I don’t believe that this belief is above the internal idea. It is based on the idea and aims to help it. Esperanto aims to remove the walls between peoples; copyright (of digital works) aims to maintain those walls.

 

From Information Doesn’t Want to Be Free by Cory Doctorow

In the creative arts, though, the lack of any reasonable marketplace for one’s “product” is rarely a good enough reason to give up on it. Look at poetry (to name just one field): there was never much of a market for poetry, and today the market is as bad as ever. There’s practically no commercial poetry. But today, more poetry is being written than ever before. People spend real, folding money to learn to write better poetry. They devote hours and days and weeks of their lives to it. They are driven by it. In many cases, they can’t stop…Humans seem to make art reflexively.

This is an idea I’ve been thinking about for a while now. While Copyright may have worked well enough in the era of its creation, it is so far behind the current state of the world.

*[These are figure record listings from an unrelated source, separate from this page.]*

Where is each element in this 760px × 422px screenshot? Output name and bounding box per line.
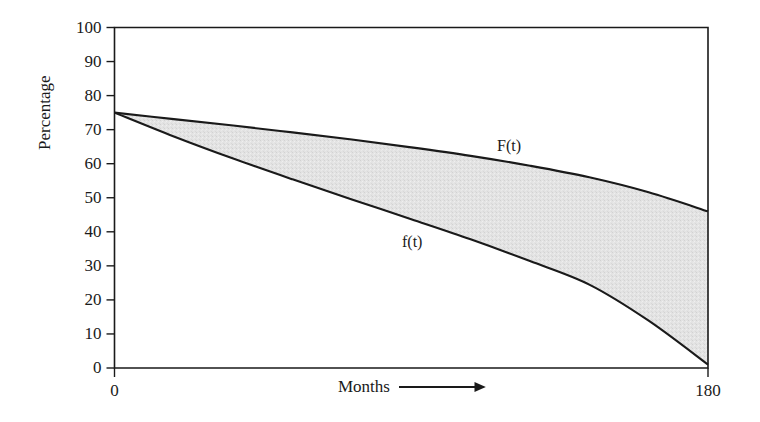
y-axis-ticks [107,28,115,369]
annotation-F-of-t: F(t) [497,138,521,154]
y-tick-label: 30 [85,257,102,274]
x-tick-label: 0 [85,382,145,399]
y-tick-label: 80 [85,87,102,104]
y-tick-label: 90 [85,53,102,70]
y-tick-label: 10 [85,325,102,342]
x-tick-label: 180 [678,382,738,399]
right-arrow-icon [399,380,491,394]
y-tick-label: 70 [85,121,102,138]
y-tick-label: 0 [93,359,102,376]
y-tick-label: 20 [85,291,102,308]
x-axis-ticks [115,368,709,377]
chart-figure: 1009080706050403020100 0180 Percentage M… [0,0,760,422]
y-tick-label: 60 [85,155,102,172]
x-axis-title-group: Months [338,378,491,395]
chart-plot-area [0,0,760,422]
y-tick-label: 50 [85,189,102,206]
y-tick-label: 40 [85,223,102,240]
x-axis-title: Months [338,378,390,395]
y-axis-title: Percentage [36,0,53,150]
annotation-f-of-t: f(t) [402,234,422,250]
y-axis-title-wrap: Percentage [22,0,52,422]
y-tick-label: 100 [76,19,102,36]
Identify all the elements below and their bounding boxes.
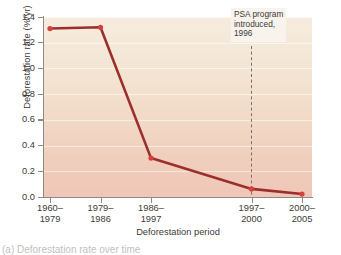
deforestation-rate-markers — [47, 25, 304, 197]
figure-caption: (a) Deforestation rate over time — [2, 244, 140, 255]
data-point — [98, 25, 103, 30]
data-point — [148, 156, 153, 161]
annotation-psa-program: PSA program introduced, 1996 — [231, 8, 286, 42]
data-point — [249, 186, 254, 191]
data-point — [47, 26, 52, 31]
deforestation-rate-line — [50, 27, 302, 194]
data-point — [299, 191, 304, 196]
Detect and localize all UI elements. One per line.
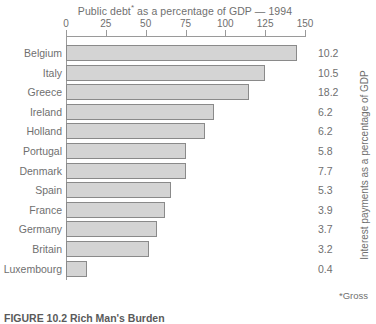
data-value-label: 0.4 [318,261,348,277]
bar [66,143,186,159]
bar-row [66,202,326,218]
x-axis-tick [265,30,266,37]
category-label: Luxembourg [0,261,62,277]
data-value-label: 5.8 [318,143,348,159]
bar-row [66,261,326,277]
figure-caption: FIGURE 10.2 Rich Man's Burden [4,312,165,324]
bar [66,241,149,257]
x-axis-tick-label: 0 [63,18,69,29]
data-value-label: 3.9 [318,202,348,218]
data-value-label: 18.2 [318,84,348,100]
x-axis-tick-label: 100 [217,18,234,29]
x-axis-tick-label: 50 [140,18,151,29]
bar-row [66,65,326,81]
bar-row [66,84,326,100]
chart-title-main: Public debt [78,5,131,17]
category-label: Greece [0,84,62,100]
category-label: Germany [0,221,62,237]
x-axis-tick [225,30,226,37]
bar-row [66,182,326,198]
bar [66,221,157,237]
x-axis-tick-label: 125 [257,18,274,29]
public-debt-bar-chart: Public debt* as a percentage of GDP — 19… [0,0,376,324]
bar-row [66,221,326,237]
category-label: Denmark [0,163,62,179]
x-axis-tick-label: 150 [297,18,314,29]
bar [66,84,249,100]
bar [66,45,297,61]
data-value-label: 5.3 [318,182,348,198]
data-value-label: 10.2 [318,45,348,61]
category-label: France [0,202,62,218]
bar-row [66,123,326,139]
x-axis-tick [106,30,107,37]
bar [66,202,165,218]
category-label: Spain [0,182,62,198]
bar-row [66,104,326,120]
category-label: Ireland [0,104,62,120]
bar-row [66,163,326,179]
bar-row [66,45,326,61]
chart-title: Public debt* as a percentage of GDP — 19… [40,3,330,17]
chart-title-rest: as a percentage of GDP — 1994 [134,5,292,17]
bar-row [66,241,326,257]
data-value-label: 10.5 [318,65,348,81]
bar [66,163,186,179]
bar [66,123,205,139]
data-value-label: 6.2 [318,123,348,139]
x-axis-tick [66,30,67,37]
bar-row [66,143,326,159]
category-label: Italy [0,65,62,81]
data-value-label: 6.2 [318,104,348,120]
footnote: *Gross [339,290,368,301]
right-axis-title: Interest payments as a percentage of GDP [359,60,370,270]
data-value-label: 7.7 [318,163,348,179]
category-label: Britain [0,241,62,257]
x-axis-tick-label: 25 [100,18,111,29]
data-value-label: 3.2 [318,241,348,257]
category-label: Holland [0,123,62,139]
bar [66,104,214,120]
x-axis-tick [186,30,187,37]
category-label: Portugal [0,143,62,159]
category-label: Belgium [0,45,62,61]
bar [66,261,87,277]
data-value-label: 3.7 [318,221,348,237]
x-axis-tick [146,30,147,37]
bar [66,182,171,198]
bar [66,65,265,81]
x-axis-tick [305,30,306,37]
x-axis-tick-label: 75 [180,18,191,29]
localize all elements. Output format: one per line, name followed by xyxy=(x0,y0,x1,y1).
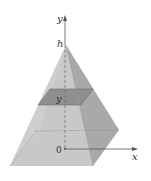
origin-label: 0 xyxy=(56,145,62,155)
height-label-h: h xyxy=(57,38,63,49)
y-axis-arrow-icon xyxy=(63,15,67,21)
y-axis-label: y xyxy=(56,13,63,24)
pyramid-diagram: y h y 0 x xyxy=(0,0,151,181)
origin-point xyxy=(64,148,66,150)
slice-height-label: y xyxy=(55,93,62,104)
x-axis-label: x xyxy=(132,151,138,162)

[In the 1986 movie “Back to School” by Rodney Dangerfield], Professor Philip Barbay…explains that they’ll spend the semester creating and running a fictional manufacturing company. “What’s the product?” asks the pragmatic Melon, who won’t let the point drop. “Let’s just say they’re widgets,” snaps the professor. “What’s a widget?” asks Melon. “It’s a fictional product,” Barbay replies. “It doesn’t matter.”

At some point a few years back, an unholy union of like-minded tech bros, studio suits, media water-carriers and social media personalities settled on their own “widget,” a catchall phrase that would both encompass and minimize the various forms of entertainment they touch: “content.”
But studio and streaming executives, who are perhaps the primary users and abusers of the term, love to talk about “content” because it’s so wildly diminutive. It’s a quick and easy way to minimize what writers, directors and actors do, to act as though entertainment (or, dare I say it, art) is simply churned out — and could be churned out by anyone, sentient or not. It’s just content, it’s just widgets, it’s all grist for the mill.

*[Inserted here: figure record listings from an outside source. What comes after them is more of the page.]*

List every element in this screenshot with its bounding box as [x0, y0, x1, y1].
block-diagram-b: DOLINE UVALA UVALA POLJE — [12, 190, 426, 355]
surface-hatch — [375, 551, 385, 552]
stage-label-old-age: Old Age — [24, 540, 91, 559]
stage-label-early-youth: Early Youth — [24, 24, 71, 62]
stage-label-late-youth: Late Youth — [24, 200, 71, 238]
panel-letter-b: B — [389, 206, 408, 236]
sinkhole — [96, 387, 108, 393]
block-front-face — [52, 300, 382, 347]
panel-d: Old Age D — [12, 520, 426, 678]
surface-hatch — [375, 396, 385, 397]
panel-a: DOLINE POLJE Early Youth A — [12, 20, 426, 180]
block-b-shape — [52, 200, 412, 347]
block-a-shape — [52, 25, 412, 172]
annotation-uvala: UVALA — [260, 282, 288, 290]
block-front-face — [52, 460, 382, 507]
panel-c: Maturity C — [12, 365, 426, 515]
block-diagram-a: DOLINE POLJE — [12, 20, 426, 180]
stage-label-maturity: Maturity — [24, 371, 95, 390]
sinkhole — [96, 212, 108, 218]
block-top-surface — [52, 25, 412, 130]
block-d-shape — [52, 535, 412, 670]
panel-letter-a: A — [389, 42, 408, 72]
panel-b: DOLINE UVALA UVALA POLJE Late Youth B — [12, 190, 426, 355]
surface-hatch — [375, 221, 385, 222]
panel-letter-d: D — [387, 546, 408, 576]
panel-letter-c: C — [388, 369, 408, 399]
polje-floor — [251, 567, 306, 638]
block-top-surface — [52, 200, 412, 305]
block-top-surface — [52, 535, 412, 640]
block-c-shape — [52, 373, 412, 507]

LibGen’s massive infringement completely undermines the incentive for creation and the rights of authors…

The idea that copyright infringement somehow inhibits people from producing creative work always seemed ridiculous to me.  People have a desire to create and make regardless of whether their work might be pirated.

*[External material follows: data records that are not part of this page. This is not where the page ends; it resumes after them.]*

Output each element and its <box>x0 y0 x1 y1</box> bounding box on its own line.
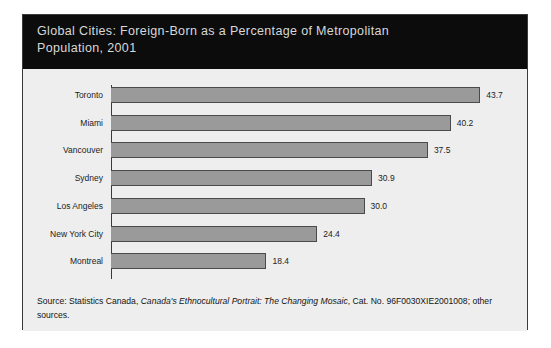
bar-wrapper <box>111 198 365 214</box>
category-label: Toronto <box>31 85 103 105</box>
category-label: Montreal <box>31 251 103 271</box>
bar <box>111 115 451 131</box>
bar-wrapper <box>111 142 428 158</box>
bar-chart-plot-area: Toronto43.7Miami40.2Vancouver37.5Sydney3… <box>31 85 519 279</box>
bar <box>111 253 266 269</box>
category-label: Los Angeles <box>31 196 103 216</box>
bar-row: Vancouver37.5 <box>31 140 519 160</box>
bar <box>111 226 317 242</box>
bar <box>111 87 480 103</box>
bar-value-label: 43.7 <box>486 87 503 103</box>
source-prefix: Source: Statistics Canada, <box>37 296 141 306</box>
figure-header: Global Cities: Foreign-Born as a Percent… <box>23 15 527 69</box>
source-publication-title: Canada's Ethnocultural Portrait: The Cha… <box>141 296 348 306</box>
source-note: Source: Statistics Canada, Canada's Ethn… <box>37 295 499 322</box>
bar-wrapper <box>111 87 480 103</box>
figure-title: Global Cities: Foreign-Born as a Percent… <box>37 23 513 57</box>
bar-value-label: 30.0 <box>371 198 388 214</box>
bar-value-label: 24.4 <box>323 226 340 242</box>
bar <box>111 170 372 186</box>
figure-body-panel: Toronto43.7Miami40.2Vancouver37.5Sydney3… <box>23 69 527 331</box>
bar-value-label: 37.5 <box>434 142 451 158</box>
bar-value-label: 30.9 <box>378 170 395 186</box>
bar-wrapper <box>111 115 451 131</box>
bar <box>111 198 365 214</box>
figure-container: Global Cities: Foreign-Born as a Percent… <box>22 14 528 330</box>
bar-row: Montreal18.4 <box>31 251 519 271</box>
bar-wrapper <box>111 170 372 186</box>
bar-row: New York City24.4 <box>31 224 519 244</box>
category-label: Vancouver <box>31 140 103 160</box>
bar-row: Los Angeles30.0 <box>31 196 519 216</box>
bar-wrapper <box>111 226 317 242</box>
category-label: Sydney <box>31 168 103 188</box>
category-label: Miami <box>31 113 103 133</box>
bar-value-label: 40.2 <box>457 115 474 131</box>
bar-row: Toronto43.7 <box>31 85 519 105</box>
bar-row: Miami40.2 <box>31 113 519 133</box>
bar-value-label: 18.4 <box>272 253 289 269</box>
category-label: New York City <box>31 224 103 244</box>
bar-wrapper <box>111 253 266 269</box>
bar-row: Sydney30.9 <box>31 168 519 188</box>
bar <box>111 142 428 158</box>
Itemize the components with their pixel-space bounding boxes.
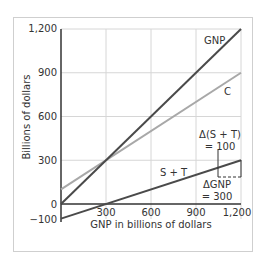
y-tick-300: 300 — [38, 155, 57, 166]
x-tick-900: 900 — [186, 207, 205, 218]
y-tick-600: 600 — [38, 111, 57, 122]
x-tick-600: 600 — [141, 207, 160, 218]
label-c: C — [224, 86, 231, 97]
y-tick-900: 900 — [38, 67, 57, 78]
y-tick-minus-100: −100 — [30, 214, 57, 225]
x-axis-label: GNP in billions of dollars — [90, 219, 211, 230]
y-tick-1200: 1,200 — [28, 23, 57, 34]
delta-st-line1: Δ(S + T) — [199, 129, 241, 140]
label-s-plus-t: S + T — [160, 167, 188, 178]
label-gnp: GNP — [204, 35, 225, 46]
chart: 1,200 900 600 300 0 −100 300 600 900 1,2… — [0, 0, 266, 260]
delta-gnp-line1: ΔGNP — [203, 179, 231, 190]
y-tick-0: 0 — [51, 199, 57, 210]
x-tick-300: 300 — [96, 207, 115, 218]
delta-st-line2: = 100 — [205, 141, 236, 152]
delta-gnp-line2: = 300 — [202, 191, 233, 202]
y-axis-label: Billions of dollars — [21, 74, 32, 159]
x-tick-1200: 1,200 — [223, 207, 252, 218]
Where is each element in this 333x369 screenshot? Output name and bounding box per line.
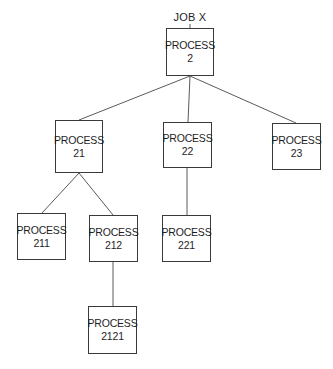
node-number: 211 (33, 237, 49, 250)
process-node-2: PROCESS 2 (166, 28, 214, 76)
edge-p2-p21 (79, 76, 190, 120)
node-label: PROCESS (163, 132, 213, 145)
edge-p2-p22 (188, 76, 190, 122)
node-number: 23 (291, 147, 302, 160)
node-number: 2 (187, 52, 193, 65)
node-label: PROCESS (89, 226, 139, 239)
node-label: PROCESS (54, 134, 104, 147)
process-node-211: PROCESS 211 (17, 213, 66, 260)
node-label: PROCESS (272, 134, 322, 147)
node-number: 212 (105, 239, 122, 252)
edge-p2-p23 (190, 76, 296, 123)
node-label: PROCESS (17, 224, 67, 237)
edge-p21-p211 (42, 173, 79, 213)
job-label: JOB X (174, 11, 207, 23)
edge-p21-p212 (79, 173, 113, 215)
process-node-221: PROCESS 221 (162, 215, 211, 262)
node-label: PROCESS (165, 39, 215, 52)
node-label: PROCESS (88, 317, 138, 330)
process-node-22: PROCESS 22 (163, 122, 212, 168)
node-number: 2121 (101, 330, 124, 343)
process-node-212: PROCESS 212 (89, 215, 138, 262)
node-number: 221 (178, 239, 195, 252)
node-label: PROCESS (162, 226, 212, 239)
node-number: 22 (182, 145, 193, 158)
process-node-2121: PROCESS 2121 (88, 306, 137, 354)
node-number: 21 (73, 147, 84, 160)
process-node-21: PROCESS 21 (55, 120, 103, 173)
process-node-23: PROCESS 23 (272, 123, 321, 170)
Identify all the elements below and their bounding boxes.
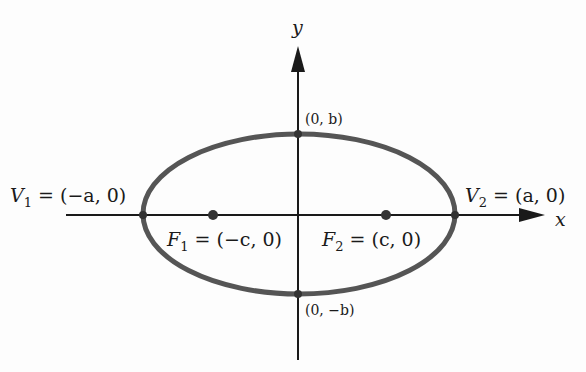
covertex-top-point xyxy=(294,130,302,138)
x-axis-arrow-icon xyxy=(519,208,545,222)
v2-label: V2 = (a, 0) xyxy=(465,184,565,210)
y-axis-arrow-icon xyxy=(291,46,305,72)
ellipse-diagram: y x V1 = (−a, 0) V2 = (a, 0) F1 = (−c, 0… xyxy=(0,0,586,372)
vertex-v1-point xyxy=(139,211,147,219)
top-covertex-label: (0, b) xyxy=(305,111,343,127)
focus-f2-point xyxy=(381,210,391,220)
vertex-v2-point xyxy=(451,211,459,219)
y-axis-label: y xyxy=(291,16,303,38)
covertex-bottom-point xyxy=(294,290,302,298)
focus-f1-point xyxy=(208,210,218,220)
x-axis-label: x xyxy=(555,208,566,230)
bottom-covertex-label: (0, −b) xyxy=(305,302,354,318)
v1-label: V1 = (−a, 0) xyxy=(10,184,126,210)
f2-label: F2 = (c, 0) xyxy=(321,228,421,254)
f1-label: F1 = (−c, 0) xyxy=(166,228,282,254)
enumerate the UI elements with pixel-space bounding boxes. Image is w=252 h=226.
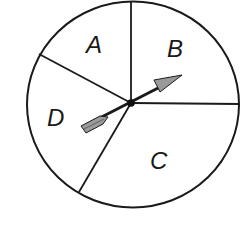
pivot-icon	[127, 99, 135, 107]
spinner-diagram: A B C D	[0, 0, 252, 226]
section-label-b: B	[167, 35, 183, 62]
divider-b-c	[131, 103, 239, 104]
spinner-svg: A B C D	[0, 0, 252, 226]
section-label-c: C	[150, 147, 168, 174]
section-label-a: A	[84, 31, 102, 58]
arrowhead-icon	[154, 75, 182, 92]
divider-d-a	[39, 54, 131, 103]
section-label-d: D	[47, 104, 64, 131]
arrow-tail-icon	[81, 116, 108, 133]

People were still writing books before copyright law was established, and they continue to write books in an age of digital piracy (early copyright laws only applied to books before covering other creative works).

This remains true even in other disciplines.  Was there a decrease in the amount of music produced during the Napster era? No, because having exclusive copyright of one’s work isn’t actually the motivational tool large corporations think it is for artists.

Modern copyright law and its enforcement is a tool to extract as much monetary value from art for large corporations rather than the creators themselves, as demonstrated by the fraction of a cent that artists make on legal streaming platforms that are supposed to help them.